Readability encapsulates those properties of a document that determine the ease and success with which individual readers decipher, process, and make meaning of the text read. While this may involve aspects of the document’s content, structure, or layout more generally, our focus in this paper is on the typographical features of the text, which includes font choice, size, spacing, and related attributes. Many of the methods discussed here may nevertheless apply to studies of document readability more generally. By moving away from printed, and therefore fixed, text, readability is being fundamentally changed by digital text and the customization options that come with it. Readers – young and old, proficient and struggling – all stand to benefit immensely from having control over the format of the text that they read. Rather than a one-size-fits all, there is an opportunity to individuate for the reader and the reading context.
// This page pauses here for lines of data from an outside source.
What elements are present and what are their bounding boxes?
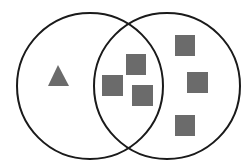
square-intersection (132, 85, 153, 106)
square-intersection (102, 75, 123, 96)
square-right-only (175, 115, 195, 136)
square-right-only (187, 72, 208, 93)
square-right-only (175, 35, 195, 56)
venn-diagram (0, 0, 251, 168)
square-intersection (126, 54, 146, 75)
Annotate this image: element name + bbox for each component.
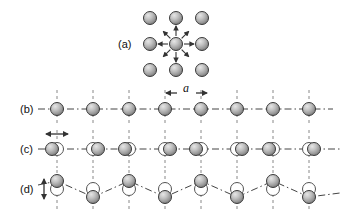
- equilibrium-atom: [87, 103, 100, 116]
- displaced-atom: [263, 143, 276, 156]
- panel-c-label: (c): [20, 143, 33, 155]
- displaced-atom: [231, 191, 244, 204]
- equilibrium-atom: [51, 103, 64, 116]
- displaced-atom: [159, 191, 172, 204]
- equilibrium-atom: [267, 103, 280, 116]
- panel-a-lattice-grid: [144, 12, 209, 77]
- displaced-atom: [303, 191, 316, 204]
- panel-b-label: (b): [20, 103, 33, 115]
- displaced-atom: [236, 143, 249, 156]
- equilibrium-atom: [303, 103, 316, 116]
- central-atom: [170, 38, 183, 51]
- equilibrium-atom: [159, 103, 172, 116]
- equilibrium-atom: [231, 103, 244, 116]
- lattice-atom: [170, 64, 183, 77]
- displaced-atom: [92, 143, 105, 156]
- equilibrium-atom: [123, 103, 136, 116]
- displaced-atom: [164, 143, 177, 156]
- lattice-atom: [144, 12, 157, 25]
- panel-d-label: (d): [20, 183, 33, 195]
- displaced-atom: [123, 175, 136, 188]
- displaced-atom: [267, 175, 280, 188]
- displaced-atom: [308, 143, 321, 156]
- displaced-atom: [46, 143, 59, 156]
- equilibrium-atom: [195, 103, 208, 116]
- lattice-atom: [196, 64, 209, 77]
- displaced-atom: [119, 143, 132, 156]
- phonon-lattice-figure: (a) (b) a (c): [0, 0, 347, 216]
- figure-canvas: (a) (b) a (c): [0, 0, 347, 216]
- displaced-atom: [51, 175, 64, 188]
- lattice-atom: [196, 38, 209, 51]
- lattice-constant-label: a: [183, 81, 189, 95]
- displaced-atom: [87, 191, 100, 204]
- lattice-atom: [196, 12, 209, 25]
- lattice-atom: [144, 64, 157, 77]
- displaced-atom: [195, 175, 208, 188]
- lattice-atom: [170, 12, 183, 25]
- lattice-atom: [144, 38, 157, 51]
- displaced-atom: [190, 143, 203, 156]
- panel-a-label: (a): [118, 38, 131, 50]
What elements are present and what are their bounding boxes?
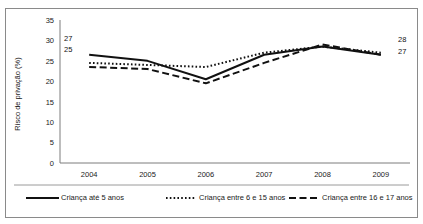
annotation-right-bottom: 27 bbox=[398, 47, 406, 56]
y-tick-label: 5 bbox=[50, 138, 54, 147]
x-axis-ticks: 200420052006200720082009 bbox=[81, 170, 389, 179]
y-axis-title: Risco de privação (%) bbox=[13, 57, 22, 131]
x-tick-label: 2007 bbox=[256, 170, 273, 179]
y-tick-label: 0 bbox=[50, 159, 54, 168]
x-tick-label: 2004 bbox=[81, 170, 98, 179]
series-line-crianca-6-15-anos bbox=[89, 47, 381, 67]
chart-legend: Criança até 5 anos Criança entre 6 e 15 … bbox=[26, 193, 413, 202]
y-tick-label: 10 bbox=[46, 118, 54, 127]
y-axis-ticks: 35 30 25 20 15 10 5 0 bbox=[46, 16, 54, 168]
x-tick-label: 2009 bbox=[372, 170, 389, 179]
series-line-crianca-16-17-anos bbox=[89, 45, 381, 84]
x-tick-label: 2006 bbox=[197, 170, 214, 179]
chart-frame: Risco de privação (%) 35 30 25 20 15 10 … bbox=[5, 8, 418, 218]
x-tick-label: 2008 bbox=[314, 170, 331, 179]
series-line-crianca-ate-5-anos bbox=[89, 47, 381, 80]
legend-label-2: Criança entre 16 e 17 anos bbox=[322, 193, 413, 202]
annotation-left-bottom: 25 bbox=[64, 45, 72, 54]
legend-label-0: Criança até 5 anos bbox=[61, 193, 124, 202]
y-tick-label: 20 bbox=[46, 77, 54, 86]
annotation-left-top: 27 bbox=[64, 34, 72, 43]
x-tick-label: 2005 bbox=[139, 170, 156, 179]
y-tick-label: 25 bbox=[46, 57, 54, 66]
y-tick-label: 35 bbox=[46, 16, 54, 25]
y-tick-label: 30 bbox=[46, 36, 54, 45]
line-chart: Risco de privação (%) 35 30 25 20 15 10 … bbox=[6, 9, 417, 217]
annotation-right-top: 28 bbox=[398, 35, 406, 44]
y-tick-label: 15 bbox=[46, 98, 54, 107]
legend-label-1: Criança entre 6 e 15 anos bbox=[199, 193, 286, 202]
This new direction is a green field and needs new methodologies, tools, and approaches. The authors have been building these tools and methods over the last few years and will use this paper to share them with the greater interdisciplinary research community. In this pivotal moment, the future of readability is in the hands of a small group of present-day stakeholders.
This paper is intended as a practical foundational resource for growing the readability stakeholder community. The subject matter requires an integrated interdisciplinary approach, and correspondingly, the authors of this paper include vision scientists, technology experts, educators, designers, typographers, and data scientists; together, we represent voices from academia, tech industry, and non-profit institutions.
This paper is written for anyone interested in pushing the state of readability research: scientists, practitioners, educators, tech companies, type designers, policymakers, and engineers. Our goal is to share our methods and tools with the greater community in hopes that together we can advance the state of the research and make readability better for all.